Ch. 02 One-Income Prep
Going From Two Incomes to One: A 6-Month Plan
The smoothest way to go from two incomes to one is to do it slowly, on purpose, over about six months: two months of diagnosis and fixed-cost trimming, three months of a full one-income trial run while you bank your entire paycheck into a runway fund, and a final month for paperwork, benefits decisions, and the actual resignation. By the time the second income really stops, your household has already been living without it for a season — the leap becomes a formality instead of a free fall. Here’s the month-by-month version we used before I quit.
Months 1–2: diagnosis and the fixed-cost reset
Before you can live on one income, you need to know what your life actually costs — not what you think it costs. Pull three months of real statements and sort spending into fixed (housing, cars, insurance, subscriptions), variable-necessary (groceries, gas, kids), and discretionary. No judgment pass yet; just daylight.
Then attack the fixed column, because it’s where one-income budgets are won or lost. Groceries can flex week to week; a car payment can’t. Shop the insurance policies nobody has touched in years. Audit the subscriptions. Ask the honest question about the second car if the commute it exists for is about to disappear. Every fixed dollar you clear now is a dollar the trial run doesn’t have to fight for.
This is also the month to talk through how personal spending will work when one person earns — logistics agreed on a calm evening, not negotiated mid-tension later.
Months 3–5: the trial run, for real
Now run the household entirely on the staying income, and automate your whole paycheck into savings the day it lands. Three months matters — the arc is the point:
- Month 3 (first trial month): expect to overshoot. You’re discovering your habits, not failing. Note what broke; adjust the plan, not your self-worth.
- Month 4: the adjusted budget usually holds, but feels effortful.
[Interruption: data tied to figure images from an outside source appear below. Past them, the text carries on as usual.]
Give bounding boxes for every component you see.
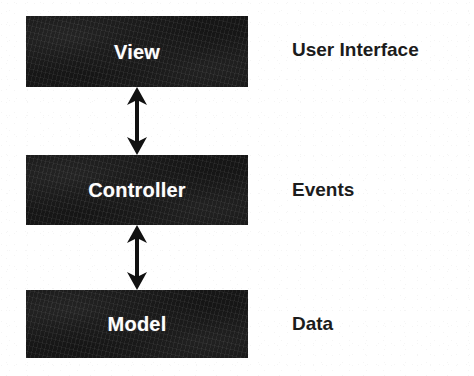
node-box-view: View: [26, 16, 248, 87]
double-headed-arrow-icon: [118, 87, 156, 155]
annotation-label-user-interface: User Interface: [292, 40, 419, 59]
connector-controller-model: [118, 225, 156, 290]
mvc-diagram-canvas: View Controller Model User Interface Eve…: [0, 0, 474, 376]
annotation-label-data: Data: [292, 314, 333, 333]
node-label-controller: Controller: [88, 180, 186, 200]
node-box-controller: Controller: [26, 155, 248, 225]
node-label-model: Model: [108, 314, 167, 334]
node-label-view: View: [114, 42, 160, 62]
connector-view-controller: [118, 87, 156, 155]
node-box-model: Model: [26, 290, 248, 358]
double-headed-arrow-icon: [118, 225, 156, 290]
annotation-label-events: Events: [292, 180, 354, 199]
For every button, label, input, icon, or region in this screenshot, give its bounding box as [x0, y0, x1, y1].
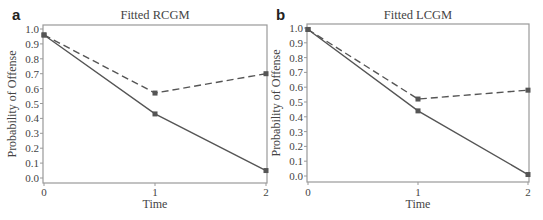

This is where the convenience-spending reflex (takeout, paid shortcuts) either gets replaced or gets budgeted honestly.
- Month 5: the test that counts — does the one-income month hold without feeling like a diet? Sustainable is the standard, because you’re not doing this for a season.
Meanwhile the runway fund grows by your entire salary each month. Set the target together — commonly three to six months of the new one-income expenses, leaning higher because single-earner households have less redundancy — and treat reaching it as the green light. The deeper daycare-vs-salary math behind all this is in how to afford being a SAHM.
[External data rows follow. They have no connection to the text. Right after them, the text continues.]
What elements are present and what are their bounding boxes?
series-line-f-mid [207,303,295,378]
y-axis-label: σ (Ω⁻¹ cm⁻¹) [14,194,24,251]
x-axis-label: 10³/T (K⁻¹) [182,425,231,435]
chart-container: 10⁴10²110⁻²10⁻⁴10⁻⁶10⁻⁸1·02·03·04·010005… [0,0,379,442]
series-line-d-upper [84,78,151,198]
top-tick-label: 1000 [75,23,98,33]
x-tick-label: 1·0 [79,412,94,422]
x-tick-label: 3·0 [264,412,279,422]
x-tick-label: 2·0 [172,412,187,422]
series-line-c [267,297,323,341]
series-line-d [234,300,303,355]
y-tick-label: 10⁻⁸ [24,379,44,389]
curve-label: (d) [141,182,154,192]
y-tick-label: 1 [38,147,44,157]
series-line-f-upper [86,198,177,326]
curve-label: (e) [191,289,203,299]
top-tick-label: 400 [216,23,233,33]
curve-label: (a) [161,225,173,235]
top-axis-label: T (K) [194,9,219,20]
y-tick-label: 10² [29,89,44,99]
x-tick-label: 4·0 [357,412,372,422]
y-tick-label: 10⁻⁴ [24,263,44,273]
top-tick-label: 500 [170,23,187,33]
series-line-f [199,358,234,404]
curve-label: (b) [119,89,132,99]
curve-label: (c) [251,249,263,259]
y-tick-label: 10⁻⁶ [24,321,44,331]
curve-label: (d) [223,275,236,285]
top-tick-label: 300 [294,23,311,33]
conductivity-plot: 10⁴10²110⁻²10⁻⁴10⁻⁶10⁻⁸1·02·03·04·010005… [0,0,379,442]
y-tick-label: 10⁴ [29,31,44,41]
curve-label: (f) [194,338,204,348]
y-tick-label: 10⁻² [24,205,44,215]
Month 6: paperwork, benefits, and the graceful exit
The last month is administration, and it matters more than it looks. Work through the before-you-quit checklist while you’re still an employee with HR access: health insurance transition, what happens to your 401(k), unused FSA dollars, vesting dates worth waiting for. Some of those dates are worth shifting your resignation by a few weeks — you only find out by looking.
Then resign like a professional: proper notice, a real handover, warm exits all around. If your timing intersects with a maternity leave, the graceful version of that exit has its own etiquette and benefits wrinkles worth reading first.
What actually changes first (a field report)
Eighteen months in, here’s what changed immediately in our house: the daycare bill vanished, the convenience spending collapsed without heroics (a person with daytime bandwidth cooks more and panic-buys less), and the money conversations got more frequent but less tense — a weekly fifteen-minute check-in replaced the monthly where-did-it-all-go autopsy.
What didn’t change: we still fund retirement for both of us (a spousal IRA — ask a fee-only planner about your version), we still have personal spending money each, and we still treat my earning power as an asset we maintain. One income is the budget. It was never the identity.
FAQ: moving to one income
How long before quitting should we start living on one income?
Start the full trial at least three months before your target resignation date, with a month or two of fixed-cost cleanup before that — about six months end to end. Longer is fine; the savings pile just gets deeper.
What’s the hardest part of going from two incomes to one?
Not groceries — psychology and fixed costs. Households that struggle usually either kept a fixed-cost baseline built for two incomes, or never agreed how personal spending works when one person earns. Both are solvable before the leap, and miserable after it.
Should we pay off debt or build the runway fund first?
Generally: build a starter cushion, then hit high-interest debt hard before the leap — carrying expensive debt into a one-income budget is dragging an anchor. The precise split depends on rates and your risk tolerance; a fee-only planner can pressure-test your version in one session.
Do we really need six months? We want to start now.
You can compress it — but each skipped month removes a safety layer: the trial data, the runway, or the paperwork care. If speed matters, compress the diagnosis phase, never the trial run.